The single oil lamp hanging over the desk was unlit. The only light was from the street lamps, a faint glimmer seeping in through a front window that had never been cleaned. Norris was in the swivel chair behind the desk. His feet were up. Eyes closed. Mouth open. His arms were folded across his chest, fingers laced, which put his hands well away from his six-gun.
It was in McClain’s mind to take some time. He was light on his feet, could move silently. His gun-belt, with his Colt, had been taken by Lane Dexter. It had to be somewhere in the office and would take seconds to locate. Yet even as the thought crossed his mind, a swift glance cast at the deputy told him not to be a fool. In the faint light from the window he could see that Norris’s eyelids were not closed but slitted, his eyes glinting.
Awake and watching, or in a deep sleep with his eyes half open? McClain wasn’t about to hang around for the answer.

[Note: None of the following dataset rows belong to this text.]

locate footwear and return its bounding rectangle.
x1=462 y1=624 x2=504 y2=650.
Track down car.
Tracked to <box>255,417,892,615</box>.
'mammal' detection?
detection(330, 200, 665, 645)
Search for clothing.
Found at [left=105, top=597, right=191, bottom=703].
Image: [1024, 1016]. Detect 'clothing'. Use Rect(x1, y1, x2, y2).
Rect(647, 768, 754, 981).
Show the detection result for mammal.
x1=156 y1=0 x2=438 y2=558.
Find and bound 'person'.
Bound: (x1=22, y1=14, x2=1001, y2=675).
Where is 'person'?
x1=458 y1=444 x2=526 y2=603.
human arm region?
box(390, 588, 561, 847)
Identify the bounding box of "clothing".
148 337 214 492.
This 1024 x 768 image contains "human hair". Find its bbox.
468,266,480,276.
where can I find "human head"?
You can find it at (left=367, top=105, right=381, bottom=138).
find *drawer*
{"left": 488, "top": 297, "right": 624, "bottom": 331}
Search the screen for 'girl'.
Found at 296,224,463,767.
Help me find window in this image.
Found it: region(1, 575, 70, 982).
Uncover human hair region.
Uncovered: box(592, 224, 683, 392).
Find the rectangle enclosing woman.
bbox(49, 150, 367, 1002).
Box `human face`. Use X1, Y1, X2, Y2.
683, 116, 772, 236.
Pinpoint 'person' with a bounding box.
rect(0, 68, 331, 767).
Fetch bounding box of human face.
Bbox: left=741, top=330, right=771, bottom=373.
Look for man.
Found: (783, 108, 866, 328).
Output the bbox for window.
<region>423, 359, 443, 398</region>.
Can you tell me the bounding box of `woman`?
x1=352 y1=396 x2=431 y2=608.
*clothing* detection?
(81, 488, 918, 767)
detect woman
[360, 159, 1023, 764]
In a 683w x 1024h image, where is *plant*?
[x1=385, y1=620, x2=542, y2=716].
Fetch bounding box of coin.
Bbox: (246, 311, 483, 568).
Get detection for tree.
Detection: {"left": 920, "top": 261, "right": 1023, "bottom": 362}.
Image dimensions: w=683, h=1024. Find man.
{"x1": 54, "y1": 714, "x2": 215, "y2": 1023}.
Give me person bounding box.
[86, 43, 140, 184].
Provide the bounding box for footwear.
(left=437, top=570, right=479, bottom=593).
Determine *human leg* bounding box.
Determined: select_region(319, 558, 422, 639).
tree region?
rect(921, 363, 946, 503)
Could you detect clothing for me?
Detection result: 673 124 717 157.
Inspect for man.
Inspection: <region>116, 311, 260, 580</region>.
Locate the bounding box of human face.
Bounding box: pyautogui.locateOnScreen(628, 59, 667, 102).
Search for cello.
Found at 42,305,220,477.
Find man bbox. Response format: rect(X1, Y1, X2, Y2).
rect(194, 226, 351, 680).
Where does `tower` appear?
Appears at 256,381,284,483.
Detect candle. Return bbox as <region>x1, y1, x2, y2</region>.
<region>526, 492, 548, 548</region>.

Four silent strides took him to the street door. It opened without sound. Leaving it ajar, he stepped out, leapt down from the high plank-walk and set off across the dusty street for the livery barn.
Chapter Three
Perhaps it pays to look back. McClain emerged from what felt like a waking nightmare feeling cleansed, washed clean. It was as if reliving the whole dreadful experience, however unwillingly, had pushed the torment of his young wife’s murder into a hidden, sacred corner of his brain. There it would lie, resting, available for recall in pensive moments of his choosing, but never again to emerge unbidden to catch him unawares and vulnerable.